My cardiologist thought I should have an echocardiogram, which I did.  Patient portals were designed for people like me, but for the first time ever, I struggled to interpret my own results.  My LV is small, all else seems pretty normal.  A web search told me what LV volumes are, but they seem more significant when large rather than small.  I've been familiar with LV dilatation as evidence of heart failure since my student days.  Perhaps the small volume explains why I am among that subset that never fully progresses in endurance despite faithful aerobic exercise.

The ordering doctor should review it with me soon.

Sunday, October 2, 2022

Medication Respite

Achiness has overtaken me.  I feel mostly healthy, just hurt.  Legs more than anyplace else, not recovered from a few days off treadmill.  No other systemic symptoms.  Nor fully localized symptoms not accounted for by injury.  Doubt infectious.  Could be inflammatory.  Could be medicine.  That's the easiest to address.  Cannot think of an introductory or time correlation with any of them.  Statin most likely.  Introduction of HCTZ did not go well, and that is the most recent addition.  Calcium Channel blockers cause all sorts of odd symptoms.  

Filled my weekly pill case as I do every Sunday morning.  Doubt PPI would do this, and I've been on it a very long time.  NEJM Review suggested it is better to take this in the morning so after the Yom Kippur fast at mid-week I will move this.  No reason I have to take the multivit right now.  It is being taken for the small amount of iron it provides and I have endoscopic studies scheduled to explore its loss.  Nothing other than being disqualified as a patelet donor is likely to happen from not taking it for ten days.  I've suspended the statin before, not a huge effect, but it is the most likely culprit.  BP cannot be neglected.  I've taken the ACE inhibitor chronically and it is unlikely to cause what I feel.  That has to stay for now.  Calcium Channel blocker and HCTZ can be suspended and BP followed more closely while they are on hold.  

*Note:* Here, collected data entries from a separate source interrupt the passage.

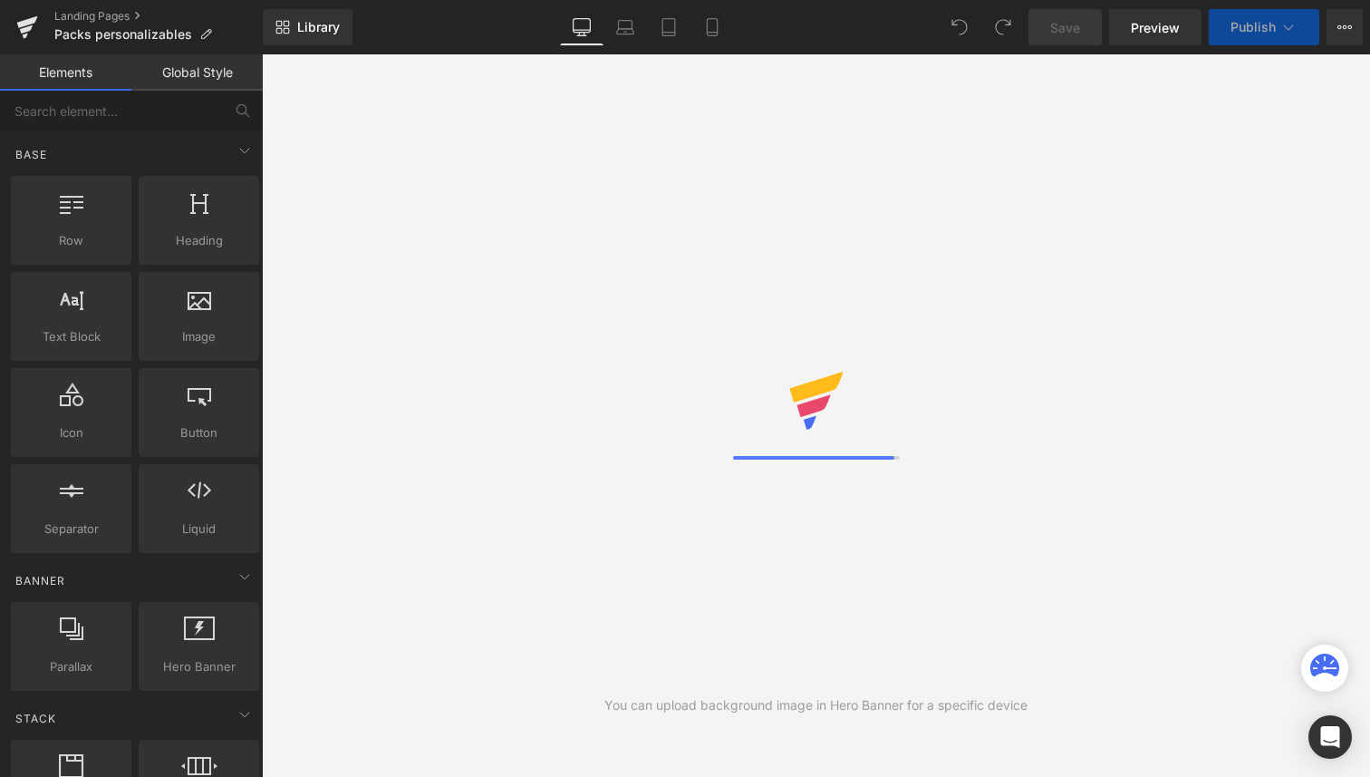 This screenshot has height=777, width=1370. What do you see at coordinates (198, 528) in the screenshot?
I see `span: Liquid` at bounding box center [198, 528].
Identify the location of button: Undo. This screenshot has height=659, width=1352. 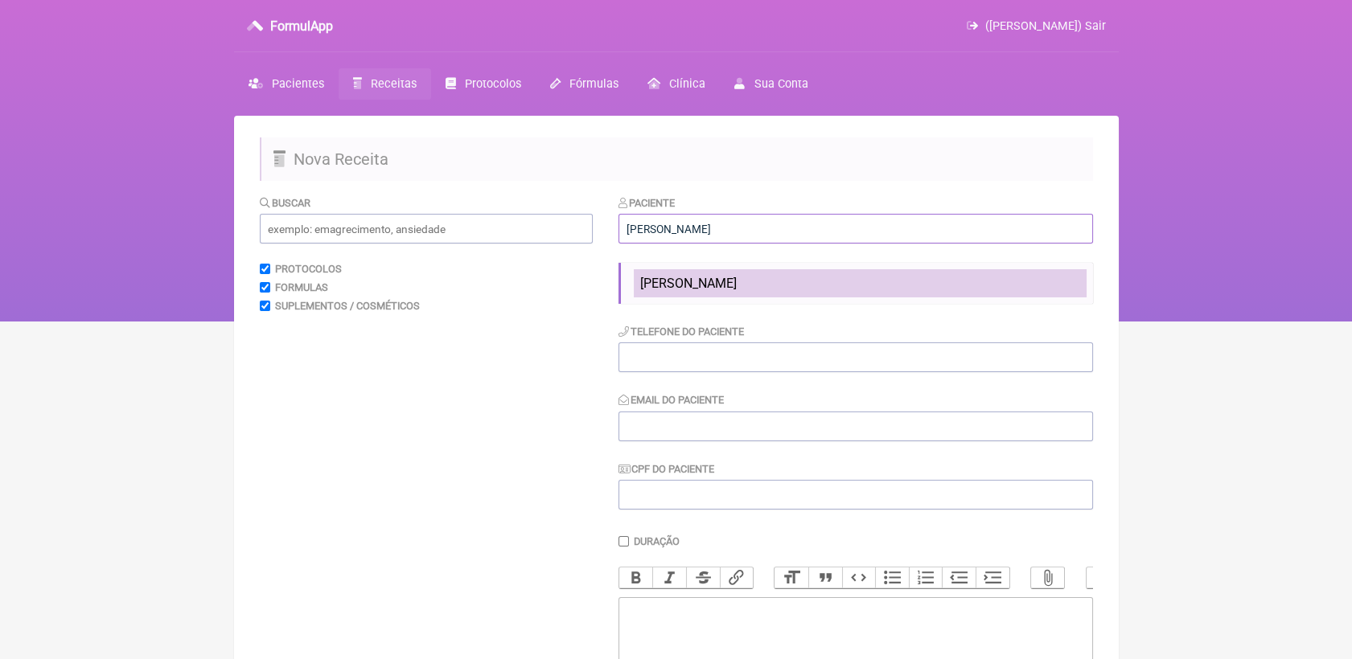
(1103, 578).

I have the option, also, of going back on naproxen, which I rarely take ass nd whose efficacy is partial.  These are the days I miss Vioxx, of blessed memory.  It always reversed achiness, but since the statin and antihypertensives are fundamentally to reduce heart risk, Vioxx even if still on the market, does not seem a great option.

Pills status quo to YK, then reset with morning only dosing of PPI and ACE.  Follow BP on alternate days.  Assess musculoskeletal situation in about ten days.